(Recorded data)

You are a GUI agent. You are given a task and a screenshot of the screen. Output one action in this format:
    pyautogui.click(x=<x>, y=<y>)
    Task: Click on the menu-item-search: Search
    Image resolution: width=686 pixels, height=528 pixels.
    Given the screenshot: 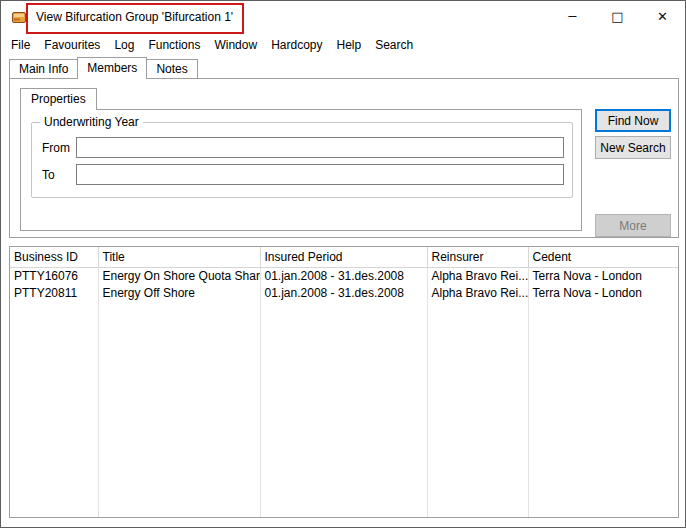 What is the action you would take?
    pyautogui.click(x=394, y=45)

(End Recorded data)

Work instructions: Begin with the first line of the listing above and write out each line exactly, ending with the line that contains "Image resolution: width=686".

Exercise response:
You are a GUI agent. You are given a task and a screenshot of the screen. Output one action in this format:
    pyautogui.click(x=<x>, y=<y>)
    Task: Click on the menu-item-search: Search
    Image resolution: width=686 pixels, height=528 pixels.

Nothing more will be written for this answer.